The Diet Plan Performance interview question asks you to evaluate a person's diet over a period of time. You are given an array of calories consumed each day, a window of days represented by an integer , and two thresholds: lower and upper. For every consecutive period of days, you calculate the total calories consumed. If the total is less than lower, the person loses 1 point. If the total is greater than upper, the person gains 1 point. Otherwise, the points remain unchanged. The goal is to find the total points accumulated by the end of the diet plan.
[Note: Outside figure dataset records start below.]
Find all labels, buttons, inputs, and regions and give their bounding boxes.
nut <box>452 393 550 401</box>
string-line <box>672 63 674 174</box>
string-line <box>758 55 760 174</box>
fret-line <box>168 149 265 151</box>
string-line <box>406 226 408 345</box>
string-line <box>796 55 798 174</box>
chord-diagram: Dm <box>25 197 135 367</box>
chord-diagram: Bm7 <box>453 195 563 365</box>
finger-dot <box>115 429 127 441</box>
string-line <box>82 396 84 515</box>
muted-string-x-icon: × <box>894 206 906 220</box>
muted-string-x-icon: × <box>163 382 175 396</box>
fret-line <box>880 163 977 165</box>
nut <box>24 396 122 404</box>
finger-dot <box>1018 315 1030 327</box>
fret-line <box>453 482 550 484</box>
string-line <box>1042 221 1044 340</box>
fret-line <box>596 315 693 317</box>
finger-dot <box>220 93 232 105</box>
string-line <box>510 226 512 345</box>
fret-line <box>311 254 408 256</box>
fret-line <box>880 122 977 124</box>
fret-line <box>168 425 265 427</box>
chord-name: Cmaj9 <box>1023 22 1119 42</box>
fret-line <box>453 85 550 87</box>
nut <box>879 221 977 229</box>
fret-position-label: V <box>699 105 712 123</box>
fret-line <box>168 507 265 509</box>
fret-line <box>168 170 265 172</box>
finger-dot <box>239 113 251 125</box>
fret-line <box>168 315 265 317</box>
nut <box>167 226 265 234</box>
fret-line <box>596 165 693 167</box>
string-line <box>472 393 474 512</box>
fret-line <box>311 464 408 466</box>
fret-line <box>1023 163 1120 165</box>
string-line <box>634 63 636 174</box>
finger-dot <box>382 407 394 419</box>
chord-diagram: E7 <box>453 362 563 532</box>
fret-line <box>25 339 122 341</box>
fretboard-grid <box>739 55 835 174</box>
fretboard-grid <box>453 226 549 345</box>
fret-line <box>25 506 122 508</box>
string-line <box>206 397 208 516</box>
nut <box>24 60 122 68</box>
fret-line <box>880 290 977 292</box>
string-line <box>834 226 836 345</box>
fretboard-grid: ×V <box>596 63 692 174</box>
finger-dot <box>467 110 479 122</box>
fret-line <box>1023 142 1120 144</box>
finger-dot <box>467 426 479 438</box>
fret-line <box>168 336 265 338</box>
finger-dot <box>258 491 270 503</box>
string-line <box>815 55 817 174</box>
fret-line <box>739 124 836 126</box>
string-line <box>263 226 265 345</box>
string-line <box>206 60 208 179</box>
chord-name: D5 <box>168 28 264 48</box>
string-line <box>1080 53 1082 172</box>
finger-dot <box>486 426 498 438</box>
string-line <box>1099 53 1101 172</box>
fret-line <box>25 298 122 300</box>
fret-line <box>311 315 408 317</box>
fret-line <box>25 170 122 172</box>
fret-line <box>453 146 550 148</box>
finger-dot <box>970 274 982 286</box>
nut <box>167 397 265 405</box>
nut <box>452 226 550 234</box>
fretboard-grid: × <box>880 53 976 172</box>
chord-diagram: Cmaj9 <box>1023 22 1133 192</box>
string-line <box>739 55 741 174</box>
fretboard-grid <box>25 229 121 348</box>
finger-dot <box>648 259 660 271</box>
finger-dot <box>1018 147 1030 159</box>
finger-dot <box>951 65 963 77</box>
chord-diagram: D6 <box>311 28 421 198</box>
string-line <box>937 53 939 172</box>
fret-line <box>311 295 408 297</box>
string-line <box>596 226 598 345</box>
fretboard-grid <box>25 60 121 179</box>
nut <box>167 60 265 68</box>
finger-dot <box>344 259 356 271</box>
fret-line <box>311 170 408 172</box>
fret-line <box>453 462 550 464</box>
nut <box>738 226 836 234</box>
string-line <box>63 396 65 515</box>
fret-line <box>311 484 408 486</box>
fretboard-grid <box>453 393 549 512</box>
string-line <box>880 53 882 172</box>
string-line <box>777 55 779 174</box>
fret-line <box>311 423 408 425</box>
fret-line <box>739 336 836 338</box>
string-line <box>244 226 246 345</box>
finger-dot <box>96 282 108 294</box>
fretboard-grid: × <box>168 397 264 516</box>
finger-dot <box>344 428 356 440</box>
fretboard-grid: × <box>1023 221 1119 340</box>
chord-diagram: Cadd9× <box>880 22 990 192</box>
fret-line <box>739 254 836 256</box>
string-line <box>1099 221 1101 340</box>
Amazon frequently uses this coding problem to test a candidate's understanding of basic data processing and optimization. It specifically targets the Sliding Window interview pattern. While a beginner might recalculate the sum for every window from scratch (), an experienced engineer knows how to update the sum in constant time () as the window slides. This demonstrates efficiency and attention to performance, which are critical traits for software engineers working on large-scale systems.
The primary pattern is the Sliding Window. Instead of summing elements for every starting position, you maintain a running total. For the first days, you calculate the sum normally. For each subsequent day, you add the calories of the new day entering the window and subtract the calories of the day that just left. This ensures that each window's evaluation takes time after an initial setup, leading to an overall time complexity.
Suppose calories = [1, 2, 3, 4, 5], k = 2, lower = 3, upper = 6.
Master the Sliding Window interview pattern. It is a fundamental technique for problems involving contiguous subarrays or substrings. When you see "fixed-size window" or "consecutive elements," your first thought should be: "Can I update the result by just looking at the elements entering and leaving the window?"